FutureTimes
384 posts

FutureTimes
@HeadlinesToCome
AI Pragmatist. Convinced that putting tens of millions out of work in the name of progress (and with no plan) is a very bad idea.







It's funny how people's Stockholm Syndrome with the drudgery of wage slavery is getting triggered by this. "The children yearn for the mines" et cetera. The sad fact is that most people never get to engage with their real life's work because they are too busy focusing on surviving.

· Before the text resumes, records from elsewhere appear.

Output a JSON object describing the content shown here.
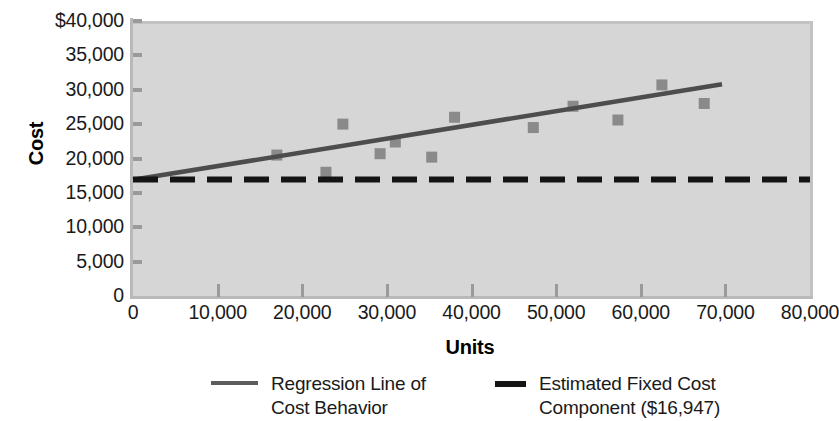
{
  "chart_data": {
    "type": "scatter",
    "title": "",
    "xlabel": "Units",
    "ylabel": "Cost",
    "xlim": [
      0,
      80000
    ],
    "ylim": [
      0,
      40000
    ],
    "grid": false,
    "legend_position": "bottom",
    "x_ticks": [
      "0",
      "10,000",
      "20,000",
      "30,000",
      "40,000",
      "50,000",
      "60,000",
      "70,000",
      "80,000"
    ],
    "x_tick_values": [
      0,
      10000,
      20000,
      30000,
      40000,
      50000,
      60000,
      70000,
      80000
    ],
    "y_ticks": [
      "0",
      "5,000",
      "10,000",
      "15,000",
      "20,000",
      "25,000",
      "30,000",
      "35,000",
      "$40,000"
    ],
    "y_tick_values": [
      0,
      5000,
      10000,
      15000,
      20000,
      25000,
      30000,
      35000,
      40000
    ],
    "series": [
      {
        "name": "Observed Cost Points",
        "type": "scatter",
        "marker": "square",
        "color": "#8a8a8a",
        "points": [
          {
            "x": 17000,
            "y": 20500
          },
          {
            "x": 22800,
            "y": 18000
          },
          {
            "x": 24800,
            "y": 25000
          },
          {
            "x": 29200,
            "y": 20700
          },
          {
            "x": 31000,
            "y": 22400
          },
          {
            "x": 35300,
            "y": 20200
          },
          {
            "x": 38000,
            "y": 26000
          },
          {
            "x": 47300,
            "y": 24500
          },
          {
            "x": 52000,
            "y": 27600
          },
          {
            "x": 57300,
            "y": 25600
          },
          {
            "x": 62500,
            "y": 30700
          },
          {
            "x": 67500,
            "y": 28000
          }
        ]
      },
      {
        "name": "Regression Line of Cost Behavior",
        "type": "line",
        "style": "solid",
        "color": "#4d4d4d",
        "points": [
          {
            "x": 0,
            "y": 16900
          },
          {
            "x": 69600,
            "y": 30800
          }
        ]
      },
      {
        "name": "Estimated Fixed Cost Component ($16,947)",
        "type": "line",
        "style": "dashed",
        "color": "#141414",
        "value": 16947,
        "points": [
          {
            "x": 0,
            "y": 16947
          },
          {
            "x": 80000,
            "y": 16947
          }
        ]
      }
    ],
    "legend": [
      {
        "label": "Regression Line of\nCost Behavior",
        "style": "solid",
        "color": "#4d4d4d"
      },
      {
        "label": "Estimated Fixed Cost\nComponent ($16,947)",
        "style": "dashed-thick",
        "color": "#141414"
      }
    ],
    "colors": {
      "plot_background": "#d6d6d6",
      "page_background": "#ffffff",
      "marker": "#8a8a8a",
      "regression_line": "#4d4d4d",
      "fixed_cost_line": "#141414",
      "axis": "#b9b9b9",
      "text": "#1a1a1a"
    }
  }
}
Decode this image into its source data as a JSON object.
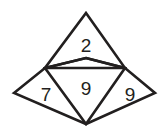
{
  "figure": {
    "title": "Overlapping polygons puzzle figure",
    "canvas": {
      "width": 166,
      "height": 131,
      "background": "#ffffff"
    },
    "style": {
      "stroke_color": "#221f1f",
      "stroke_width": 2.6,
      "label_color": "#231f20",
      "label_font_size": 19
    },
    "vertices": {
      "top_apex": {
        "x": 86,
        "y": 13
      },
      "upper_left": {
        "x": 45,
        "y": 68
      },
      "upper_right": {
        "x": 125,
        "y": 68
      },
      "mid_top": {
        "x": 86,
        "y": 58
      },
      "far_left": {
        "x": 14,
        "y": 93
      },
      "far_right": {
        "x": 155,
        "y": 93
      },
      "bottom_apex": {
        "x": 86,
        "y": 124
      }
    },
    "shapes": [
      {
        "name": "upper-triangle",
        "points": "86,13 125,68 86,58 45,68",
        "closed": true
      },
      {
        "name": "center-diamond",
        "points": "86,58 125,68 86,124 45,68",
        "closed": true
      },
      {
        "name": "wide-rhombus",
        "points": "14,93 45,68 125,68 155,93 86,124",
        "closed": true
      }
    ],
    "labels": [
      {
        "name": "label-2",
        "text": "2",
        "x": 86,
        "y": 45
      },
      {
        "name": "label-9-center",
        "text": "9",
        "x": 86,
        "y": 88
      },
      {
        "name": "label-7-left",
        "text": "7",
        "x": 46,
        "y": 94
      },
      {
        "name": "label-9-right",
        "text": "9",
        "x": 130,
        "y": 94
      }
    ]
  },
  "chart_data": {
    "type": "diagram",
    "regions": [
      {
        "label": "2",
        "shape": "upper triangle",
        "position": "top"
      },
      {
        "label": "9",
        "shape": "center diamond",
        "position": "center"
      },
      {
        "label": "7",
        "shape": "left wing of wide rhombus",
        "position": "left"
      },
      {
        "label": "9",
        "shape": "right wing of wide rhombus",
        "position": "right"
      }
    ],
    "values": [
      2,
      9,
      7,
      9
    ],
    "categories": [
      "top",
      "center",
      "left",
      "right"
    ]
  }
}
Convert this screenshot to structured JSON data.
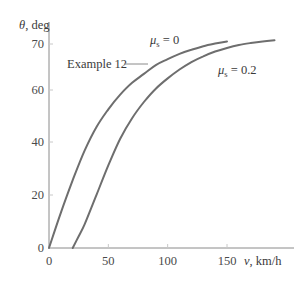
{
  "chart_data": {
    "type": "line",
    "title": "",
    "xlabel": "v, km/h",
    "xlabel_var": "v",
    "xlabel_unit": ", km/h",
    "ylabel": "θ, deg",
    "ylabel_var": "θ",
    "ylabel_unit": ", deg",
    "xlim": [
      0,
      190
    ],
    "ylim": [
      0,
      72
    ],
    "grid": false,
    "legend": "inline annotations",
    "x_ticks": [
      0,
      50,
      100,
      150
    ],
    "x_tick_labels": [
      "0",
      "50",
      "100",
      "150"
    ],
    "y_ticks": [
      0,
      20,
      40,
      60,
      70
    ],
    "y_tick_labels": [
      "0",
      "20",
      "40",
      "60",
      "70"
    ],
    "series": [
      {
        "name": "μs = 0",
        "label_var": "μ",
        "label_sub": "s",
        "label_rest": " = 0",
        "x": [
          0,
          10,
          20,
          30,
          40,
          50,
          60,
          70,
          80,
          90,
          100,
          110,
          120,
          130,
          140,
          150
        ],
        "y": [
          0,
          12,
          23,
          33,
          41,
          47,
          52,
          56,
          59,
          62,
          64,
          65.8,
          67.2,
          68.4,
          69.3,
          70
        ]
      },
      {
        "name": "μs = 0.2",
        "label_var": "μ",
        "label_sub": "s",
        "label_rest": " = 0.2",
        "x": [
          20,
          25,
          30,
          40,
          50,
          60,
          70,
          80,
          90,
          100,
          110,
          120,
          130,
          140,
          150,
          160,
          170,
          180,
          190
        ],
        "y": [
          0,
          4,
          8,
          18,
          28,
          37,
          44,
          49.5,
          54,
          57.5,
          60.5,
          63,
          65,
          66.6,
          67.8,
          68.8,
          69.5,
          70,
          70.4
        ]
      }
    ],
    "annotations": [
      {
        "text": "Example 12",
        "points_to_series": "μs = 0",
        "at_x": 82,
        "at_y": 58
      }
    ],
    "line_color": "#6e6e6e",
    "axis_color": "#8a8a8a"
  }
}
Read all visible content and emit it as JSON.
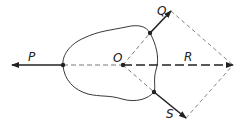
{
  "diagram": {
    "labels": {
      "P": "P",
      "O": "O",
      "Q": "Q",
      "R": "R",
      "S": "S"
    },
    "colors": {
      "stroke": "#222222",
      "dashed": "#555555",
      "background": "#ffffff"
    },
    "points": {
      "O": [
        123,
        65
      ],
      "P_application": [
        63,
        65
      ],
      "P_tip": [
        12,
        65
      ],
      "Q_application": [
        150,
        33
      ],
      "Q_tip": [
        171,
        11
      ],
      "S_application": [
        154,
        92
      ],
      "S_tip": [
        186,
        118
      ],
      "R_tip": [
        233,
        65
      ]
    }
  }
}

Not a single one of these techno-abundance utopians has explained how families will pay their mortgages after AI takes all their jobs. It's all totally vague. And it sounds wonderful until you press them for any details. Then they all end up saying, basically, 'Communism will work this time. We promise.'



Bill Gates predicts AI could open up a new era for workers, where a 2-day workweek is the norm, machines do the hard work, and people have more time to do the things they love, per FORTUNE











Why one company is investing in rural America instead of offshoring jobs on.wsj.com/3KWfwNA



By 2030, all jobs will be replaced by AI and robots. Easily. The US labor force is about 170 million workers. About 80 million of those jobs include hands-on work. Automated systems can work four shifts a week. Replacing all physical labor would require about 20 million autonomous systems - including autonomous vehicles, automated equipment, and robots. That can be accomplished easily in the next four years. People saying it's not physically possible to build that many systems in four years are delusional. For comparison, 16 million cars were sold in the US last year. Cars are 20 times the mass of a humanoid robot. If robots were sold at the same rate as cars, that would be 320 million robots per year. Even a tiny fraction of that would be enough to replace all human manual labor.